The histories of Zonaras and Akropolites: A 14th-century manuscript of Ioannes Zonaras’ Epitome of Histories (Add MS 28828) / British Library, Public Domain
A critique of social order
While Zonaras decried the demise of the Byzantine Republic, Constantine Manasses’ verse survey of Roman and world history (see below) used the distant past to score current points. By casting Augustus (r. 30 BCE–14 CE), the forerunner of the Byzantine emperors, as a lustful man whose wild passions had to be restrained by a philosopher, Manasses no doubt touched a chord in a Komnenian court riven by the unchecked passions of its larger-than-life members.
Such passions were given a positive spin by the fawning John Kinnamos (before 1143–after 1185) and later became the subject of sustained treatment by Niketas Choniates (c.1155–1217), who immortalised in his work the human drama that brought the empire to its knees at the hands of the Crusaders in 1204.

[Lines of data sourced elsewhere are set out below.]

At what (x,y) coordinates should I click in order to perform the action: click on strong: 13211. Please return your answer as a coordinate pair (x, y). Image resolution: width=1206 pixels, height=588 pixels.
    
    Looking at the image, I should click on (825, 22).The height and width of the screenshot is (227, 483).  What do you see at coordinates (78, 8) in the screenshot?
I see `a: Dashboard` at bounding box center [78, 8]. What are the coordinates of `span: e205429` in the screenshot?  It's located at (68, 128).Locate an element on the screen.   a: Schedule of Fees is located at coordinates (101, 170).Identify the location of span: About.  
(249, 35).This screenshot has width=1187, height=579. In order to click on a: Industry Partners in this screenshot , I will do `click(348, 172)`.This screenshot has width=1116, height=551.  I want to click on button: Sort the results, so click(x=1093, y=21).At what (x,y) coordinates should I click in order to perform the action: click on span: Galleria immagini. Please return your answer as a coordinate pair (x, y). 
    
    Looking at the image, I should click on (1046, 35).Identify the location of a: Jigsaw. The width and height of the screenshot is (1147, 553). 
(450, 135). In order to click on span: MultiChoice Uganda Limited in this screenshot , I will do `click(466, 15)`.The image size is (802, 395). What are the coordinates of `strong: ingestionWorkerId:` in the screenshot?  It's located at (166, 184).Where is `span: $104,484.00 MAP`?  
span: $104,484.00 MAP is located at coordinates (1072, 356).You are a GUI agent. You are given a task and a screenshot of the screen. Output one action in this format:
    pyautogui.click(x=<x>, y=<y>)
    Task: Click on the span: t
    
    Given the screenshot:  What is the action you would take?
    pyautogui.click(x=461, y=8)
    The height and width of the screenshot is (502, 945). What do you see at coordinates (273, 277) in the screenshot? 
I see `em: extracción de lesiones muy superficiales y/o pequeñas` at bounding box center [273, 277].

A manuscript of the verse chronicle of Constantine Manasses, completed in 1312 or 1313 (Arundel MS 523) / British Library
By narrating imperial decline over the multiple reigns of complex and by no means alwaysincompetent rulers, Choniates expresses his personal political critique of the social order and the individual agents that brought ruin upon his world with the arrival of the Fourth Crusade. His is the most sustained Byzantine analysis of imperial decline.
After the sack of Constantinople in 1204, as historians engaged with foreign conquest and occupation and with the dashed expectations for imperial revival, they often approached contemporary events through the prism of a not-so-distant past. Like their predecessors, late Byzantine historians kept their distance from contemporary events, usually remaining in their accounts a step behind the most recent political developments. Despite that distance, their craft was deployed in eminently political ways. On occasion, as in the case of the retired emperor John Kantakouzenos (1347–1354), history took the form of a personal political apologia.
The Historiae of Laonikos Chalkokondyles, preserved in a 16th-century manuscript written on paper (Add MS 36670) / British Library, Public Domain
In other instances, however, as in the case of Laonikos Chalkokondyles (c. 1423–c. 1490), with whom the life of the Byzantine Empire effectively comes to an end in the 15th century, we see earlier methods reappear. Here the Byzantine perspective is abandoned for a Herodotean ethnographic sensibility that better relates the reality of a world riven by international rivalries that are much larger than the reality of the shrinking and soon-to-be extinct Byzantium. We come to the end with a return to the roots, an apposite development for the historiography of the medieval Byzantines, who with the collapse of their empire, now find themselves on the long path to Greek identity.